Sleep through the night: A parent’s prayer

Parenting is either painful or funny. Sometimes it’s both. I prefer to address the hard things with demure side-long glances, rather than the head-in stare of a predator. That way, if I fail to bring the problem down, I can deny that I ever noticed it in the first place.

Sleep, for example, is not something I talk about very often. Mostly because I don’t think there’s any hope for me at this point, and I don’t care to hear what I’ve done wrong from all of you who did it better.

What time should a one-year-old go to bed? How might someone night-wean? Sleep problems continue to unfold like a not-so-fun house of mirrors. Just when you think you’ve got it, a new twist reveals itself (curses canines!).

I recently read that only 5% of two-year-olds wake their parents multiple times a night. My daughter goes to sleep at 9 and wakes me at 11:00, 12:30, 2:30, and 5:30. The words slept through the night have never passed my lips. The worst part is I find it damn near impossible to fall asleep again once I’ve been woken up three times so insomnia usually has me by the throat from 2:30 to 5:30.

I don’t know why most kids persist in night waking (It is maladaptive to kill your parents!), but my daughter has a bad case of the mamas. She wakes me every couple of hours just to make sure I’m still there.

The good news is, she wont be two for another couple of weeks; so we are not like you, you zombified suckers.

At this point you should ask if my child sleeps in a crib and anticipate that she doesn’t. Baby A came into our bed during her first sleep regression and has been there ever since. I had reasons: It was October and she seemed cold in her little bed. An old shoulder injury meant I often dropped her in the last inch as I put her back in and it woke her up. I was exhausted and she just slept better in our bed.

Co-sleeping has its advantages. For many months she never cried at night and I barely woke up to nurse. Travel was a breeze, and all was well for a long time. I arranged her such that I was not worried about rolling over onto her, still, my husband and I never intended to share our bed, and it’s taken me a long time to get behind this thing. Now, I’ll admit, she wakes up more than I’d like, and I’m poking my eyeballs out a little bit.

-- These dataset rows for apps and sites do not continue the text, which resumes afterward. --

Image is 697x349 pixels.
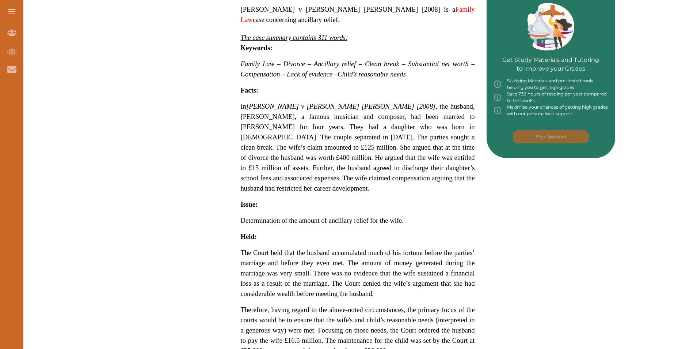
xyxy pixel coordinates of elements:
p: Sign Up Now! [536,133,566,140]
img: info-img [494,77,501,91]
div: Save 738 hours of reading per year compared to textbooks [494,91,608,104]
strong: Issue: [241,200,258,208]
span: Family Law – Divorce – Ancillary relief – Clean break – Substantial net worth – Compensation – La... [241,60,475,78]
img: Green card image [528,3,574,50]
span: Determination of the amount of ancillary relief for the wife. [241,216,404,224]
span: The Court held that the husband accumulated much of his fortune before the parties’ marriage and ... [241,248,475,297]
span: In , the husband, [PERSON_NAME], a famous musician and composer, had been married to [PERSON_NAME... [241,102,475,192]
iframe: Reviews Badge Ribbon Widget [495,187,634,204]
button: [object Object] [513,130,589,143]
em: The case summary contains 311 words. [241,34,347,41]
strong: Facts: [241,86,259,94]
a: Family Law [241,5,475,23]
div: Studying Materials and pre-tested tools helping you to get high grades [494,77,608,91]
p: Get Study Materials and Tutoring to Improve your Grades [502,35,599,73]
div: Maximise your chances of getting high grades with our personalised support [494,104,608,117]
img: info-img [494,104,501,117]
em: [PERSON_NAME] v [PERSON_NAME] [PERSON_NAME] [2008] [246,102,435,110]
span: [PERSON_NAME] v [PERSON_NAME] [PERSON_NAME] [2008] is a case concerning ancillary relief. [241,5,475,23]
strong: Held: [241,232,257,240]
span: Child’s reasonable needs [338,70,406,78]
strong: Keywords: [241,44,273,52]
img: info-img [494,91,501,104]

I can see the look on your face that says, “Ooh, i had no idea… you really have to do something about that.” Like what? A is well past the luggage phase of babyhood. She has words. Since escaping the pack-n-play at 20 months she has been an exclusive bed sleeper; I can’t lock her in bed and throw away the key.

Parenting feels a lot like wandering down a dirt road through thick fog. There are many forks in this road, and you don’t see opportunities to turn until they are right on top of you. Choices must be made, almost constantly, but without any information about what lies ahead. If there is one option that makes any sense at all then you take it. Most days we are all just trying to put one foot in front of the other and stay on the path. In a way, there is very little choice at all.

Nobody knows where any of these roads lead. Like a choose your own adventure novel, every moment in parenting is tied to some previous nutty decision; tho which it was is impossible to say. Only when you are very far from the fork in the road do you understand anything about the benefits or consequences of the path you chose.

So we take the bad with the good and tell ourselves that none of the other forks would have been better; just different. Or maybe there was a better path, but which? And when? And why wasn’t it indicated by a glittery, be-dazzled sign? At times you will fear that you made a mistake; but the only thing to do is dig in your heels, re-commit to your former self, and carry on. There is definitely no turning back.